Skift, the travel intelligence platform revealed the condition of startup and venture capital funding in travel industry in a podcast. CB Insight research director and an associate of venture capital firm also presence.
In the podcast, Skift invited two industry experts, Marcelo Ballvé, Research Director at CB Insights, and Krish Jagirdar, associate at Brand New Matter. The podcast was guided by Skift reporter Alexandra E. Petri and Skift News Editor Dennis Schaal
In their discussion,as Skift reported, the experts discussed present condition of travel startups, and also the broader market of non-travel startups in general. During the discussion, issues about unicorns such as Uber and Airbnb was raised. That also includes the growing concern of overvaluations that may determine the direction of investing in 2016.
The podcast organizer, Skift was launched in August 2012. It was founded with underlying premise to be fanatically focused to document and help travel industry understanding the constant change of traveler behavior.
As a business intelligence platform for travel industry, Skift tried to provide a media, insight and marketing to the key sectors of travel industry.

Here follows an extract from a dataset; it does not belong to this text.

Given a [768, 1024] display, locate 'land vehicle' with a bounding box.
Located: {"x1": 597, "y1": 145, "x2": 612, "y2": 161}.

Skift provided four products, the daily news and insight, bi-monthly trend report, global forum and conference, and also content studio SkiftX to provide innovative marketing for travel industry.
One of the main issue discussed in the podcast is the overvaluation of unicorn travel startup such as Airbnb and Uber. Both are startups whose value has reached more than $1 billion, with $20 billion market value for Airbnb and $62.5 billion for Uber.
However, according to research from Goldman Sachs, only 40% of consumers polled were likely to return to hotels in Airbnb and other peer-to-peer lodging service. The data showed, as Bloomberg reported, "If people have stayed in peer-to-peer lodging [P2P] in the last five years, the likelihood that they prefer traditional hotels is halved (79 percent vs. 40 percent)."
Another unicorn, Uber is also facing the serious threat in its operation. CNBC reported the ride-hailing service lost $1 billion a year in its China operation, losing to local service, Didi Kuaidi. CEO Travis Kalanick commented about its lost in an interview with Canadian news Betakit, "We have a fierce competitor that's unprofitable in every city they exist in, but they're buying up market share. I wish the world wasn't that way."
Following mr. Kalanick's remark, a spokeperson from Didi Kuaidi claimed that the comments were "outright untrue." Didi Kuaidi said its business had reached break-even in more than half of the 400 Chinese cities
The Skift podcast, which attended by two experts in travel industry and venture capital noted that overvaluation of the unicorn is a burden for the company to maintain its operation. This especially true for Airbnb and Uber.